Today, we’re announcing our Managed Services and Consulting practice—a dedicated offering that helps our customers operationalize testing, QA, and compliance across their revenue and go-to-market (GTM) stack.
As Simon Sinek would say, let’s start with why.
As any venture scale startup knows, the game is that you grow fast or die fast. Our goal was to grow fast, but nothing ever goes quite to plan, and we wound up only doubling the last couple of years. And, in service of our customer needs, wound up being profitable. It is a dangerous luxury. If we are growing too slowly for VC, I can do things the VCs won’t like.
We’ve always been pragmatic about growth—building profitably and sustainably, so we can choose what’s right for our customers. That means we get to buck the trends that hurt buyers and teams just trying to do good work.
Even with the best VC’s in the business backing us, I’ve always bucked the groupthink that doesn’t serve our customers.
Bucking Trend #1: The SDR Script
You know the one: Mass cold emails with hyper-personalized first lines and zero context.
Discovery calls designed to qualify the buyer, not help them. No demo until you’ve passed the gauntlet.
This wasn’t customer-centric—it was funnel-centric. It optimized for conversion rates, not trust.
We chose a different path. We’ve always believed the best demo is one that starts with, “Here’s what you asked to see.” And the best email? The one that’s useful, even if you never respond.
So when people told us to scale our sales team with SDRs and a predictable revenue playbook, we said no. Even turned down investment dollars tied to the requirement. We built the infrastructure to self-serve, and when customers wanted help, we gave it—without forcing them through hoops.
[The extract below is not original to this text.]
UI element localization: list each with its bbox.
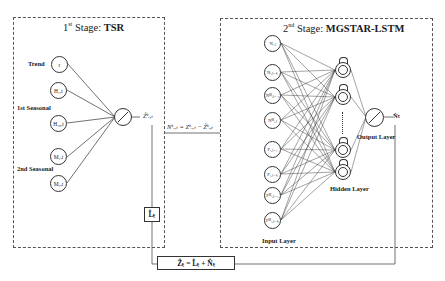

Bucking Trend #2: Forcing Product Engagement
VCs love a good “DAU” curve. The higher the daily active users, the bigger the multiple.
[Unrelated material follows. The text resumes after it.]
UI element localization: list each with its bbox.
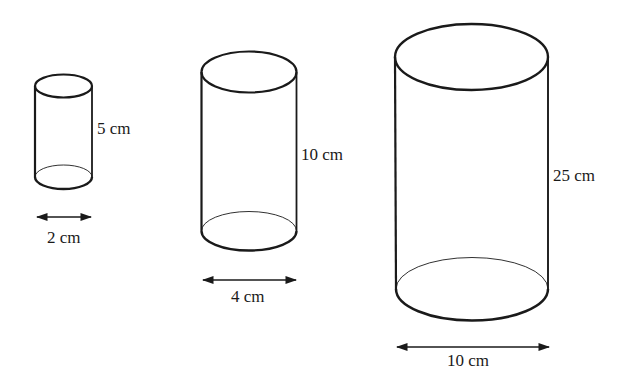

But here’s the thing: our users don’t live in Stack Moxie. They live in Salesforce, HubSpot, Marketo, Outreach, and Google Ads. That’s where campaigns launch, and that’s where things break.
So we didn’t build Stack Moxie to maximize DAUs—we built it to do testing wherever the teams already work. That’s not great for stickiness metrics. But it’s great for customer value.
Because our mission is to make testing invisible, seamless, and reliable. Not addictive, and certainly not by wasting their time forcing them through a login.
Bucking Trend #3: Charge More Because You Can
A common bit of pricing advice in SaaS: “If they’ll pay $50K, charge $70K.” It’s a margin-first mindset.
But we’ve always favored the opposite: Start small. Prove value. Earn trust. Expand.
We let customers grow into their contracts. We offer free tiers when we can. We’ve given away entire services to help teams prove value internally. Why? Because our revenue doesn’t need to impress a board—it just needs to support a business.
Why VCs Hate Services
Let’s pull back the curtain. Venture capital firms don’t hate services because they’re bad. They hate them because Wall Street doesn’t love them.
Product revenue is (theoretically) infinitely scalable. It doesn’t require more humans to grow. Services, on the other hand, are messy. People-intensive. Harder to automate. They drag down revenue multiples in IPOs. So the conventional wisdom is: avoid them.
But here’s the reality: great services unlock great product growth. Allow us to identify friction points before they drag down a user. And with a new category, some times it easier to consume a service than it is a product. Harder for us, but easier for our customer. Radical, right?
Is this a hard decision? You bet.
Great consulting services are hard, but we are really experienced and know how to do this. It isn’t a hard decision because consulting is hard.
It is hard because it means giving up on the road we were on. You see, I believe that just like engineers have Data Dog, and Cloud teams have Splunk, Revenue teams need a monitoring platform. It is a massive market opportunity, and the path is paved with lots of integrations.
Which is the very definition of winner take all market – a market that will be crowned by venture capital (they always are).
So, going services means I’m conceding that #1 spot. It means that most likely, we won’t be #2 or #3 either. One of our founding core values is world class as our north star. Not fighting for to be #1 is a tough pill to swallow.
But it is made infinitely sweeter that I can do it in service of my customer’s needs.
Why We’re Doing This Now
All that to say – we didn’t launch services because we had to. We launched them because customers kept asking.
Can you set up our testing frameworks?
Can you manage the QA for every campaign launch?
Would you meet with our privacy attorney? Can you validate our legal and privacy rules are being followed? Can you tell me if the error was ever fixed?
Now, the answer is yes.
Today, we’re launching Stack Moxie Managed Services.
It’s the same testing automation we’re known for, wrapped in expert delivery and hands-on support. We’ll still build product. We’ll still automate like mad. But when you need a team to run the testing for you, now we’re here.